Copeland is currently a member of the Editorial Board of the journal Place Branding and Public Diplomacy, he sits on the International Advisory Board of the Canadian Foreign Policy Journal, and is the author of Guerrilla Diplomacy: Rethinking International Relations as well as some 175 articles published in the scholarly and popular press. He is a frequent commentator and public speaker, and teaches an advanced seminar on international science and technology at universities and diplomatic training institutes around the world.
Over the past several years Copeland has been exploring the development-security nexus, and in particular the implications of the emergence of heteropolarity, a model of world order in which the vectors of power and influence are characterized more by difference than by similarity.
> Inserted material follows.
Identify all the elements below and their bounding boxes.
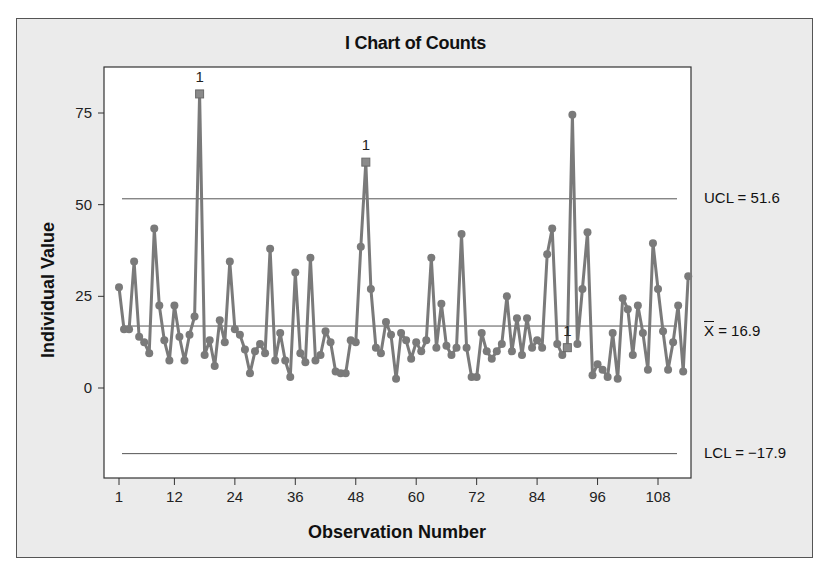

In response to the challenges posed by a vexing array of wicked issues for which there are no military solutions, ranging from climate change and diminishing biodiversity to resource scarcity and genomics, he has proposed an emphasis on science diplomacy. This specialized instrument of diplomatic tradecraft is a sub-set of public diplomacy especially well-suited to addressing the problems of globalization.
In November 2015 Copeland delivered a keynote address on Diaspora Science Communities at the Canadian Science Policy Conference. This April, he will be teaching at the Diplomatic Academy of Vienna, and in May is helping to design and organize an international conference on science diplomacy at the Academy of Diplomacy and International Governance in London. He was recently invited by the government of Thailand to deliver a series of lectures in that country, and next September will be participating in a seminar at USC on the future of Canadian public diplomacy to commemorate the 10th anniversary of the establishment of its US-Canada Fulbright Chair.
Residing at present in Takaka, Golden Bay, New Zealand, Copeland is escaping the Canadian winter and contemplating another book project - likely something on science and diplomacy - while tramping, trout fishing, and wine tasting.
See Guerrilla Diplomacy for more on Daryl Copeland's public diplomacy work and follow him on Twitter @GuerrillaDiplo.
Some recent publications include:
- "Can Justin Trudeau Rebrand Canadian Diplomacy?" CPD Blog, February 2, 2016.
- "Globalization and the New Threat Set: Rethinking diplomacy in a Heteropolar World", in Walter Kemp and Charles Erlich (eds.) History in the Making: Lessons from the Past, Visions for the Future. New York: International Peace Institute/Salzburg Global Forum (2016, forthcoming)
- "Science Diplomacy: Managing "Wicked" Issues in the Age of Globalization" in Paul Sharp and Costas Constantinou (eds.) The Sage Handbook of Diplomacy. London: SAGE ( 2016, forthcoming)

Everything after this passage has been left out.